2

I am trying to select arrays in a set-returning function in postgres 8.4, but receiving the error:

"array value must start with "{" or dimension information".

This issue appears to relate to locationnodes.rs_people_c sometimes having an empty array. I've tried to get around that with a COALESCE statement. No luck.

function:

CREATE OR REPLACE FUNCTION fn_matview_location_slots (
    week_start  DATE
) RETURNS setof matview_location_slots_info AS
$$
DECLARE
    resulter    matview_location_slots_info%ROWTYPE;
BEGIN
    FOR resulter IN
        SELECT
            rs_node               AS node,
            rs_date               AS dater,
            ...
            COALESCE(rs_people_c, '{}'::INTEGER[]) AS people,
            rs_location           AS location
        FROM
            locationnodes
        WHERE
            rs_date >= week_start
    LOOP
        RETURN NEXT resulter;
    END LOOP;
END; $$ LANGUAGE plpgsql;

type:

CREATE TYPE matview_location_slots_info AS (
        node              VARCHAR,
        dater             DATE,
        ...
        people            INTEGER[],
        location          INTEGER[]
);

data

select rs_people_c from locationnodes;
           rs_people_c
-------------------------------------
 {}
 {}
 {731}
 {32}
 {31}
 {}
 {62}
 {540,72,69,53,37,42,201,51,58}
 {64}
2
  • What version you have ? I checked that on 9.0.4 and it works well (without COALESCE too).
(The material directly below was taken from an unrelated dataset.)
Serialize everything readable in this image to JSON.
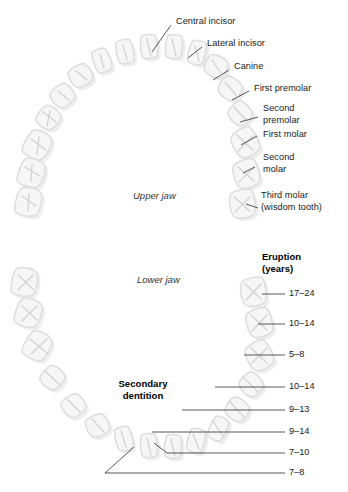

Also you have typo in your PL/pgSQL function week_start DATE, should be just week_start DATE. Commented Aug 2, 2011 at 21:21
  • @Grzegorz : thanks for the notes. I've edited the example above, which is part of a larger function to fix the week_start comma problem. Thanks for pointing that out. I've also added the postgres version (8.4). Commented Aug 2, 2011 at 21:34

2 Answers 2

1

I made a stupid type definition error (which I excluded from my original question, but Grzegorz alluded to -- thanks Grzegorz).

I posting this as an answer for anyone who googles the problem of array value must start with "{" or dimension information.

In my case the issue was that the location return type was defined as an array of integers, but the function was returning a simple integer. Unfortunately Postgres doesn't provide more information about the specific problem in these cases.

Also note that in this sort of case you don't need to coalesce NULL arrays to {} as I did in my question.

In short : make sure your array return types are receiving array input!

Sign up to request clarification or add additional context in comments.

Comments

1

In addition to @rorycl's answer here is working test-case under PostgreSQL 8.4.8:

DROP TYPE IF EXISTS matview_location_slots_info;
CREATE TYPE matview_location_slots_info AS
(
    node varchar,
    dater date,
    people integer[]
);
DROP TABLE IF EXISTS locationnodes;
CREATE TABLE locationnodes
(
    rs_node varchar,
    rs_date date,
    rs_people_c integer[]
);
INSERT INTO locationnodes VALUES
    ('aaa', '2011-01-01', '{}'),
    ('bbb', '2011-01-02', '{}'),
    ('ccc', '2011-01-03', '{731}'),
    ('ddd', '2011-01-04', '{32}'),
    ('eee', '2011-01-05', '{31}'),
    ('fff', '2011-01-06', '{}'),
    ('ggg', '2011-01-07', '{62}'),
    ('hhh', '2011-01-08', '{540, 72, 69, 53, 37, 42, 201, 51, 58}'),
    ('iii', '2011-01-09', '{64}');

PL/pgSQL function:

CREATE OR REPLACE FUNCTION fn_matview_location_slots (week_start date)
RETURNS setof matview_location_slots_info AS $$
DECLARE
    resulter matview_location_slots_info%ROWTYPE;
BEGIN
    FOR resulter IN
        SELECT
            rs_node AS node,
            rs_date AS dater,
            rs_people_c AS people
        FROM
            locationnodes
        WHERE
            rs_date >= week_start
    LOOP
        RETURN NEXT resulter;
    END LOOP;
END; $$ LANGUAGE plpgsql;

Result:

SELECT fn_matview_location_slots('2011-01-01');
             fn_matview_location_slots
---------------------------------------------------
 (aaa,2011-01-01,{})
 (bbb,2011-01-02,{})
 (ccc,2011-01-03,{731})
 (ddd,2011-01-04,{32})
 (eee,2011-01-05,{31})
 (fff,2011-01-06,{})
 (ggg,2011-01-07,{62})
 (hhh,2011-01-08,"{540,72,69,53,37,42,201,51,58}")
 (iii,2011-01-09,{64})
(9 rows)

Comments

Your Answer

By clicking “Post Your Answer”, you agree to our terms of service and acknowledge you have read our privacy policy.

Start asking to get answers

Find the answer to your question by asking.

Ask question

Explore related questions

See similar questions with these tags.